Could the fate of Japan now be the future of China? Many fundamental factors point in that direction – including a 300% debt-to-GDP ratio, a huge demographic time bomb of fewer youthful workers coming up to service that debt and support the elderly, and a loss of trading partners due to a high-cost workforce and an arrogant dictator-for-life demanding total obedience.
The Wall Street Journal (on Monday, July 31, 2023, “Fear of Deflation Deepens in China as Growth Stalls”) shows how deflation has rapidly overtaken inflation in China and threatens its growth streak:
China’s GDP grew at just 0.8% in the second quarter (vs. the first quarter, seasonally adjusted), so we’ll see if 2023 breaks China’s 45-year winning streak. The next mega-trend in China may replicate Japan’s.
August 8 is Not so Fortunate in China’s Last 50 Years
Despite the 2008 Beijing Olympics, three recent disasters struck China on August 8, the worst in 1975:
The 1975 Banqiao Dam failure was the biggest of 62 dam failures in Henan province after Typhoon Nina struck in August. It was the third-deadliest flooding in history, putting over 10 million people in 30 cities and counties (in 3 million acres) under water, with a wide-ranging death count of from 26,000 to 240,000. Between 5.0 and 6.8 million houses collapsed, without warning, due to censorship at the time.
At 1:00am on August 8, 1975, flood waters at Banqiao crested at 387 feet above sea level, or one foot higher than the wave protection wall on the dam, and it failed.
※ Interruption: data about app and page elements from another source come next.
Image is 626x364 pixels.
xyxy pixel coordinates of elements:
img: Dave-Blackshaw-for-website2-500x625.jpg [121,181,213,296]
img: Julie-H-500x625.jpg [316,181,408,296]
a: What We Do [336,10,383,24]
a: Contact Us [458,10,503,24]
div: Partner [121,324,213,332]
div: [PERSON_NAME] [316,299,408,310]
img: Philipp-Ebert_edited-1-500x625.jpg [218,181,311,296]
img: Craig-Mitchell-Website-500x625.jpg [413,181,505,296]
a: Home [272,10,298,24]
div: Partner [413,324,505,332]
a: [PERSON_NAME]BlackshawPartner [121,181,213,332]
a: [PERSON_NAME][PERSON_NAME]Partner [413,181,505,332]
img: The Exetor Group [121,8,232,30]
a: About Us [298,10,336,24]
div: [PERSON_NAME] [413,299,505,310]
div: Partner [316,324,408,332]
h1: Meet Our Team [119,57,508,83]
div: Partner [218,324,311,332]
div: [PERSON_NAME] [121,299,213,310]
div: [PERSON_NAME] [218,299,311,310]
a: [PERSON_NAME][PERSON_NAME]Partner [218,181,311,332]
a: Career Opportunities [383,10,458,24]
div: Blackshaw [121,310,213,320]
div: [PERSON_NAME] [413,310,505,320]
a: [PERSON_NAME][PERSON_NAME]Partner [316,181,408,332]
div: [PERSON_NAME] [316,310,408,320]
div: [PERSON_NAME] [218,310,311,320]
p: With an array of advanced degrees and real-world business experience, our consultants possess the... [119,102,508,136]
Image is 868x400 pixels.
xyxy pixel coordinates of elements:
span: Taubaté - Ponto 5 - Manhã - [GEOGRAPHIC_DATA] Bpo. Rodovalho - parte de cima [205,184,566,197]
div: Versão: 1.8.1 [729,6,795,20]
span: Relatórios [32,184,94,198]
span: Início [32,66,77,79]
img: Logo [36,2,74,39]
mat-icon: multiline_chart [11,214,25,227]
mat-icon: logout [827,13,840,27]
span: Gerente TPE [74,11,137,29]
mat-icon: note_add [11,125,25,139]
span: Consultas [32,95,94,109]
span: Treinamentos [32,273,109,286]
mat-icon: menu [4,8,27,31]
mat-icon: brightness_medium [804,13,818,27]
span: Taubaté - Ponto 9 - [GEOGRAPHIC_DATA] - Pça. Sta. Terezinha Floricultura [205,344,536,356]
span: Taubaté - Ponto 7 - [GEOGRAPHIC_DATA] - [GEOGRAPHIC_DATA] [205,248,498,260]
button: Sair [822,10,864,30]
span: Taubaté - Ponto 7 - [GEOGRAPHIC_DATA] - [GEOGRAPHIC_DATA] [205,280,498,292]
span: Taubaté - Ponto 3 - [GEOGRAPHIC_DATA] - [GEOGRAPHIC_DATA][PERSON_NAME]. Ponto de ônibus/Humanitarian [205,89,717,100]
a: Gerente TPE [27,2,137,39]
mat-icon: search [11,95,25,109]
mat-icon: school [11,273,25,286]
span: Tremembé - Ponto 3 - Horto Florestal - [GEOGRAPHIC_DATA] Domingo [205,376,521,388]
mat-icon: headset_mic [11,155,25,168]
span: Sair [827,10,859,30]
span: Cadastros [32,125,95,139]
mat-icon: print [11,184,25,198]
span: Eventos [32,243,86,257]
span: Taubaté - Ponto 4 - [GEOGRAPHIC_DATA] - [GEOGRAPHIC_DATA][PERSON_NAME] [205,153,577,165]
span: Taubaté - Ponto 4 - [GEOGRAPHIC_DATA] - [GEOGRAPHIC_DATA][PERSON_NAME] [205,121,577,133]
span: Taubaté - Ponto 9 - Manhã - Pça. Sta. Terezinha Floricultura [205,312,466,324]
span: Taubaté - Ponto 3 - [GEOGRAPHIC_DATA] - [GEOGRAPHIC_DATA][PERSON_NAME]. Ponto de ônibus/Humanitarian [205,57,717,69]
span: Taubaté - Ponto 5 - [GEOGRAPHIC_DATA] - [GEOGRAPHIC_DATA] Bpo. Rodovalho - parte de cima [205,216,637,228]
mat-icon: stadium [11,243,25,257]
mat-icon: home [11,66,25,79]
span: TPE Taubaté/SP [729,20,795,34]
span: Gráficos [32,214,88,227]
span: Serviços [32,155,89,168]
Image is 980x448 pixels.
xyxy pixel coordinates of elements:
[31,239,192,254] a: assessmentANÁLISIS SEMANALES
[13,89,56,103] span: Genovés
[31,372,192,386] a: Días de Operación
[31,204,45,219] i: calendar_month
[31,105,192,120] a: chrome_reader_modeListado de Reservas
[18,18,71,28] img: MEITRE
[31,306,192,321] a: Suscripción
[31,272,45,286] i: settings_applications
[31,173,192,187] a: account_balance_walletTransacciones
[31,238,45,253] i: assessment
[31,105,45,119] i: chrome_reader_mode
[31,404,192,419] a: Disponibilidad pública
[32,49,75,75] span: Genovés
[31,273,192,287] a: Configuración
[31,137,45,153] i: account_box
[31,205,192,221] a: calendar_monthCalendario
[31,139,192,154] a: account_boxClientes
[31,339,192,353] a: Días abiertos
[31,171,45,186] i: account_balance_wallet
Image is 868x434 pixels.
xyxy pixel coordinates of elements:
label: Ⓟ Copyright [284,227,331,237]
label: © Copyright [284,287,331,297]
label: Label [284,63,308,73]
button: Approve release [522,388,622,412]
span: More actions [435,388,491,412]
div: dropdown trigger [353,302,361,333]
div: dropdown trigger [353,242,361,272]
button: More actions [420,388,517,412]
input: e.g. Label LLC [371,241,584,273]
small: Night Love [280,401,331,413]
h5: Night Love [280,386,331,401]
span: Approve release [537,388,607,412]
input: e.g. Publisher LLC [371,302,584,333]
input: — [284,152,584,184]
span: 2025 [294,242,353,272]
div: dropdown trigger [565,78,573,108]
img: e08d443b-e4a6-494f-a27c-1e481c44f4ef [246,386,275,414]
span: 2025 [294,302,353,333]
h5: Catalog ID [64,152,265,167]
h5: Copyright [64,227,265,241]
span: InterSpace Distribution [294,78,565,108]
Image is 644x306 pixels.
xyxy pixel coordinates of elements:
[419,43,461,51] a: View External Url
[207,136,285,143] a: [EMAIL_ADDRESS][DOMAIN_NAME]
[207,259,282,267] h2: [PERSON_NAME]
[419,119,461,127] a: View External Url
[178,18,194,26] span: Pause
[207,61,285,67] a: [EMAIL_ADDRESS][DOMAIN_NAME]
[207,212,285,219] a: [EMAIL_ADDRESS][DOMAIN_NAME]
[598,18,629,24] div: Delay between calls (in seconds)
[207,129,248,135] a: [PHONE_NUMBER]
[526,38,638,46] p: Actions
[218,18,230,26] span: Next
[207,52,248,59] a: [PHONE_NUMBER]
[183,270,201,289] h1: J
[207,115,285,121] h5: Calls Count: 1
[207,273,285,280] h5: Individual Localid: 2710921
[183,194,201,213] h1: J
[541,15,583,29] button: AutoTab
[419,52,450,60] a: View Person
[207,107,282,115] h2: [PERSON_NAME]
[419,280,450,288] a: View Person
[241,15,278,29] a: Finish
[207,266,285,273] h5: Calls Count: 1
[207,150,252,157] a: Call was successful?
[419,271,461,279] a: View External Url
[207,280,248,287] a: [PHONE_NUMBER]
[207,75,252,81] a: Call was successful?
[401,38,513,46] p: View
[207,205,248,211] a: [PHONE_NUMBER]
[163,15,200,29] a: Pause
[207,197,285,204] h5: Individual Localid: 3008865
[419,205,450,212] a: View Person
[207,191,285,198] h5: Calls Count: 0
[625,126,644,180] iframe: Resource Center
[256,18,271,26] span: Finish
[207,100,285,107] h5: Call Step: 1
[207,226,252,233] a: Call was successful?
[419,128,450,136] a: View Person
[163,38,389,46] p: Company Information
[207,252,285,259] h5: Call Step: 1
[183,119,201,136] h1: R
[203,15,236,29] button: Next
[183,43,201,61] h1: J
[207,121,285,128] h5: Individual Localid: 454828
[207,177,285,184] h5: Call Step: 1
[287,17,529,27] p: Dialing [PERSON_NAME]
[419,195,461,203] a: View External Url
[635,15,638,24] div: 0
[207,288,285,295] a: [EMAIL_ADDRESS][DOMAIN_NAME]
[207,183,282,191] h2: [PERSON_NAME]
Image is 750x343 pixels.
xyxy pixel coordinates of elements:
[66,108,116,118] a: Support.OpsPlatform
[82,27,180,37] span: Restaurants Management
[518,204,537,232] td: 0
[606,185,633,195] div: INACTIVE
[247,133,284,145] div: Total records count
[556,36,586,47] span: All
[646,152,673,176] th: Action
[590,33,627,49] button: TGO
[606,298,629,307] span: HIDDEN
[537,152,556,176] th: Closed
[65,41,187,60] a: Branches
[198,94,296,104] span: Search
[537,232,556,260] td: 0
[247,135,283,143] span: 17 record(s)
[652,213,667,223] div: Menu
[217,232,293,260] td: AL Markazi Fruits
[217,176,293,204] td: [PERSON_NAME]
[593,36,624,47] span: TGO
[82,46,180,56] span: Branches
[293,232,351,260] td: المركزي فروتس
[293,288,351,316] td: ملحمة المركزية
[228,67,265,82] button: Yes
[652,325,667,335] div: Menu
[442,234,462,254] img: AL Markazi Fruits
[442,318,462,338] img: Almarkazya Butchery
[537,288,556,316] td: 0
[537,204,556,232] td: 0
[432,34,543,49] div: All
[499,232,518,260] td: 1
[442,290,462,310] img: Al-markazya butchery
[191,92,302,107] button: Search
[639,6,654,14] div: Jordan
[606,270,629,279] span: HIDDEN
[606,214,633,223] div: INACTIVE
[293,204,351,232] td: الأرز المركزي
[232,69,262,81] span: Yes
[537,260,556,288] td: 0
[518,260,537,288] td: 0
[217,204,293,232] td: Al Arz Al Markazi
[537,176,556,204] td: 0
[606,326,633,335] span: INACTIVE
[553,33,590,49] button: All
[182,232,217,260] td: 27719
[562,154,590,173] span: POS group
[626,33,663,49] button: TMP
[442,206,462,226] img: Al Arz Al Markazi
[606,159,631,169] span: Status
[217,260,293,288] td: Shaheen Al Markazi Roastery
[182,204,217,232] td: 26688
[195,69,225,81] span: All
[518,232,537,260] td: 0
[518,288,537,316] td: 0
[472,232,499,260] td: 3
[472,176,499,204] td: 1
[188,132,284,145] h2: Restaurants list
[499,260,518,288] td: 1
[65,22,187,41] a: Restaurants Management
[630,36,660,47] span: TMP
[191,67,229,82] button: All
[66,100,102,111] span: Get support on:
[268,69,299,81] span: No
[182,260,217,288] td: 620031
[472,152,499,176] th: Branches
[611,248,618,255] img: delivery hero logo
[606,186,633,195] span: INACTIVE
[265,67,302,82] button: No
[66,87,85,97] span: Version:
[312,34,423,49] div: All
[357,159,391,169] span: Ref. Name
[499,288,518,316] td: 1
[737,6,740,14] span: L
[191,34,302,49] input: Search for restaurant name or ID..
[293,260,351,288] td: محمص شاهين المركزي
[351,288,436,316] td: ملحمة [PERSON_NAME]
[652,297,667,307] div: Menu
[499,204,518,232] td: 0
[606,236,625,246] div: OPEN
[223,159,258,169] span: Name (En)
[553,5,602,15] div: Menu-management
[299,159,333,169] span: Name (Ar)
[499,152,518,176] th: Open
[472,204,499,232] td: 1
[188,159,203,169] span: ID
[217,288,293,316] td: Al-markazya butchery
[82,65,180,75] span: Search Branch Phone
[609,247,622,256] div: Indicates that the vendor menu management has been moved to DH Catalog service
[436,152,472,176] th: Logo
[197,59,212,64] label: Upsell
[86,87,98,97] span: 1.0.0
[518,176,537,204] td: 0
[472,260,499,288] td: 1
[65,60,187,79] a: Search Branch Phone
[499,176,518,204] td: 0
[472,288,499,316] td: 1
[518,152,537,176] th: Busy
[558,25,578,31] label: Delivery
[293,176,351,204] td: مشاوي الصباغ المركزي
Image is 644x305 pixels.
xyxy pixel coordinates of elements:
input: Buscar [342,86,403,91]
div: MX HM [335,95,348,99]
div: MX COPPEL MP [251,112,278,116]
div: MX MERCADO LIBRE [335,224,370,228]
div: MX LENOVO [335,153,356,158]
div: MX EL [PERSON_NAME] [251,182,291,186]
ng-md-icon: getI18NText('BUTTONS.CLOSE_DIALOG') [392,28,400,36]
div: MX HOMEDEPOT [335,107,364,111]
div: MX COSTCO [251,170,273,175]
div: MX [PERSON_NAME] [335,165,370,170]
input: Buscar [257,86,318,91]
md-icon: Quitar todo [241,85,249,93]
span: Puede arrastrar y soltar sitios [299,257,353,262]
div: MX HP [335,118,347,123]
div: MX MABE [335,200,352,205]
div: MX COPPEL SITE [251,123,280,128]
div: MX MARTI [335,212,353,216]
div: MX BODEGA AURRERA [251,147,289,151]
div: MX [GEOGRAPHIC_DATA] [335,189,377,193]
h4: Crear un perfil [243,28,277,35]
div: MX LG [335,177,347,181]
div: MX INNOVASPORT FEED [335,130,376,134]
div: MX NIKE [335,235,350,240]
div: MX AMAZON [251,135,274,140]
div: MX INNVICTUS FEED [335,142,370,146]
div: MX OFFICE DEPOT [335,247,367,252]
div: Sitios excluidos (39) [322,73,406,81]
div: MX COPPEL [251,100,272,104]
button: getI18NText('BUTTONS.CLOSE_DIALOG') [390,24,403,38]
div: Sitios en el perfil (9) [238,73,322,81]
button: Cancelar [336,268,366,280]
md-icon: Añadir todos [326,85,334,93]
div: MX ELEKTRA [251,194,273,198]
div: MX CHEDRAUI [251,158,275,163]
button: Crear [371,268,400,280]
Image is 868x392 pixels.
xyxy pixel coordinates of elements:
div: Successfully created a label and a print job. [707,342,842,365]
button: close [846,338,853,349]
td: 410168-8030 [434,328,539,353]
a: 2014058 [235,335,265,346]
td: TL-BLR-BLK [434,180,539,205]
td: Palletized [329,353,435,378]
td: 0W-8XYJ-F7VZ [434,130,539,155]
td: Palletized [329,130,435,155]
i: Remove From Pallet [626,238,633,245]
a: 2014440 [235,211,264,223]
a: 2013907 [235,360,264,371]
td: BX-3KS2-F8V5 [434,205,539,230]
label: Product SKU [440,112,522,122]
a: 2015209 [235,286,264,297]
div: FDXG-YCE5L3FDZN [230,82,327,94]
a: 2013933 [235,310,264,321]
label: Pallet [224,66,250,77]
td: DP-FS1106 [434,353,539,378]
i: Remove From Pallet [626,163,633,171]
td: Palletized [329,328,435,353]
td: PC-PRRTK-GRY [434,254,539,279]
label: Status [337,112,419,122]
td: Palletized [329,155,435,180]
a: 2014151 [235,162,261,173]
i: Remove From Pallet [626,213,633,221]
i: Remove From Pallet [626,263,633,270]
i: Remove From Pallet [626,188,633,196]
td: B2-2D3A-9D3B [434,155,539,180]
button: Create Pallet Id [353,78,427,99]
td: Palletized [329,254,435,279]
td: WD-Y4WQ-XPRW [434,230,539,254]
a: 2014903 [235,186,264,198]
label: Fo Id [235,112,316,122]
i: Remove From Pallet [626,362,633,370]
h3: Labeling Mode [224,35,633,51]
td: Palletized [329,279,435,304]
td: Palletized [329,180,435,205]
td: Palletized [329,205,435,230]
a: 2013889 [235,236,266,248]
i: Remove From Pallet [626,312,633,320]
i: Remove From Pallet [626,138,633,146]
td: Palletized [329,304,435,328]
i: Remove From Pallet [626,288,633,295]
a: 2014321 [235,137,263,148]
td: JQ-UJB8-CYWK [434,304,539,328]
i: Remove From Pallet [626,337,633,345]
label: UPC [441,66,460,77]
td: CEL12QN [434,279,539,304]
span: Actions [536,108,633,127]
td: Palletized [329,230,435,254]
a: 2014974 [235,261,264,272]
Over 700 million cubic meters (7.55 billion cubic feet) of water were released within six hours, while 18 billion cubic feet of water were released in 5.5 hours at an upriver Shimantan Dam, and 170 billion cubic feet were released in all 62 dam failures.
The resulting wave of water was 10 kilometers (6.2 miles) wide and 3-7 meters (10-23 feet) high, rushing into the plains below at 30 miles per hour, wiping out a region 34 miles long and nearly 10 miles wide, creating a temporary lake the size of Connecticut. Seven county seats were inundated. This and the Tangshan quake a year later (July 28, 1976), killing 242,679, were taken as a “Mandate from Heaven” for a change in rulership. Sure enough, China’s top two leaders, Mao Zedong and Zhao En Lai, died in 1976.
Two more “not-so-natural” disasters – the first one mostly man-made – also fell on August 8:
The 2010 Gansu mudslide was caused by decades of clear-cut logging, reducing the watershed’s ability to absorb heavy rainfall. The 2010 China floods ran from May to September, killing 3,189 with at least 1,056 missing and presumed dead. The worst slides began August 8, with 1,471 dying as of August 21.
On August 8, 2017, a devastating earthquake in Sichuan Province killed 25, injured 525, with 6 missing.
So… 8-8 isn’t such a great date in China, after all.